Destiny Disrupted

(Ann) #1

290 DESTINY DISRUPTED


seemed like an age-old feature of the two communities' relationship. The
Ottoman policy of dividing the population into self-governing communi-
ties was originally a way of conferring upon each a measure of cultural sov-
ereignty. It reflected tolerance. It functioned as an instrument of harmony.
Now, this same policy became a deficiency, a liability, a crucial key to the
coming troubles, because it worked to separate, isolate, and spotlight the
unfortunate Armenians. In fact, the millet system became a mechanism for
exacerbating existing fault lines in Ottoman society.
Between 1894 and 1896, in eastern Anatolia, a series of anti-Armenian
pogroms broke out. Turkish villagers began to massacre Armenians, much
as Jews were being massacred in eastern Europe and Russia, but on an even
larger scale. As many as three hundred thousand Armenians died before
the madness subsided, and it subsided then only because Europeans put
pressure on the Ottoman government to do something. Since the power of
Europeans to dictate to Ottoman officials was a factor in the resentment
vented upon the Armenians, this authority ending the violence only exac-
erbated the original psychosocial sources of the violence. It was like parents
stepping in to protect a little boy from neighborhood bullies and then
going off about their business: once the little boy is alone with the bullies
again, he's in worse trouble than before.
Meanwhile, even though the sultan had scuttled the constitution,
power remained divided between old guard and new bucks. The political
struggle kept raging on and the balance inexorably tipped back to the new
guys, for here, as in Iran, the tide was with the modernists. By 1900, a
whole new generation of activists were calling for the constitution to be re-
stored. They wanted their parents' French Revolution back.
Politically it was an exhilarating but confusing time. It wasn't like one
group of agitators were nationalists, another group secular modernists,
some other one liberal constitutionalists. Many ideologies and movements
were intertwined and interacting. Any single person might espouse a bit of
this and a bit of that. There had not yet been time enough to sort out
which ideas went together and which were incompatible. All who set
themselves against the old guard thought themselves Ottoman citizens
with a common stake in reshaping the empire. All felt like young people in
the know aligned against clueless elders, comrades-in-arms merely because
they all fiercely favored the "modern," whatever that was.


## Exercise requirements:
Give each entry back by retyping it exactly as written.
══ Data supplied
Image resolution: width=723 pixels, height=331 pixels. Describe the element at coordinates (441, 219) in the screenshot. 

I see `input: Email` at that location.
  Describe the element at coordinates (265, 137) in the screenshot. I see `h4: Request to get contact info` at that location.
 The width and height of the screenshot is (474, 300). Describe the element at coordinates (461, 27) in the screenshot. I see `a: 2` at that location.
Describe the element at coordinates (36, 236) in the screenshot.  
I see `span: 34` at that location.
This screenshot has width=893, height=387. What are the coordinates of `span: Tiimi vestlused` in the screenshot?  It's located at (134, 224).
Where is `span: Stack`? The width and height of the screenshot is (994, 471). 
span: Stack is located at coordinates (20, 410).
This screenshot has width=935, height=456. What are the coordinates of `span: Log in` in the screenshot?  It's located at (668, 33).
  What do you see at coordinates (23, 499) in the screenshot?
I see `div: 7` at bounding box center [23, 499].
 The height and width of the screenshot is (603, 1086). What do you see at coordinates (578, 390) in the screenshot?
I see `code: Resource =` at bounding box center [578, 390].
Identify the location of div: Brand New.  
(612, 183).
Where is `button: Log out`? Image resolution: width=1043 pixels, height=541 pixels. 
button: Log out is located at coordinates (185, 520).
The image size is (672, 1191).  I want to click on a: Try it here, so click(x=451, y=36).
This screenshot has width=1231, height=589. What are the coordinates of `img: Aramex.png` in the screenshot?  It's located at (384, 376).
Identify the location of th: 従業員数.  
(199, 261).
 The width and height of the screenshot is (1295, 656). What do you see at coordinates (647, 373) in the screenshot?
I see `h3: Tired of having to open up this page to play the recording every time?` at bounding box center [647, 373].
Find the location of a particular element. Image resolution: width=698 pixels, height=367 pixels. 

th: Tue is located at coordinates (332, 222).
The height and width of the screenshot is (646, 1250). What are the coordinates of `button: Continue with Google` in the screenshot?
════
## Answer space:
Image resolution: width=723 pixels, height=331 pixels. Describe the element at coordinates (441, 219) in the screenshot. 

I see `input: Email` at that location.
  Describe the element at coordinates (265, 137) in the screenshot. I see `h4: Request to get contact info` at that location.
 The width and height of the screenshot is (474, 300). Describe the element at coordinates (461, 27) in the screenshot. I see `a: 2` at that location.
Describe the element at coordinates (36, 236) in the screenshot.  
I see `span: 34` at that location.
This screenshot has width=893, height=387. What are the coordinates of `span: Tiimi vestlused` in the screenshot?  It's located at (134, 224).
Where is `span: Stack`? The width and height of the screenshot is (994, 471). 
span: Stack is located at coordinates (20, 410).
This screenshot has width=935, height=456. What are the coordinates of `span: Log in` in the screenshot?  It's located at (668, 33).
  What do you see at coordinates (23, 499) in the screenshot?
I see `div: 7` at bounding box center [23, 499].
 The height and width of the screenshot is (603, 1086). What do you see at coordinates (578, 390) in the screenshot?
I see `code: Resource =` at bounding box center [578, 390].
Identify the location of div: Brand New.  
(612, 183).
Where is `button: Log out`? Image resolution: width=1043 pixels, height=541 pixels. 
button: Log out is located at coordinates (185, 520).
The image size is (672, 1191).  I want to click on a: Try it here, so click(x=451, y=36).
This screenshot has width=1231, height=589. What are the coordinates of `img: Aramex.png` in the screenshot?  It's located at (384, 376).
Identify the location of th: 従業員数.  
(199, 261).
 The width and height of the screenshot is (1295, 656). What do you see at coordinates (647, 373) in the screenshot?
I see `h3: Tired of having to open up this page to play the recording every time?` at bounding box center [647, 373].
Find the location of a particular element. Image resolution: width=698 pixels, height=367 pixels. 

th: Tue is located at coordinates (332, 222).
The height and width of the screenshot is (646, 1250). What are the coordinates of `button: Continue with Google` in the screenshot?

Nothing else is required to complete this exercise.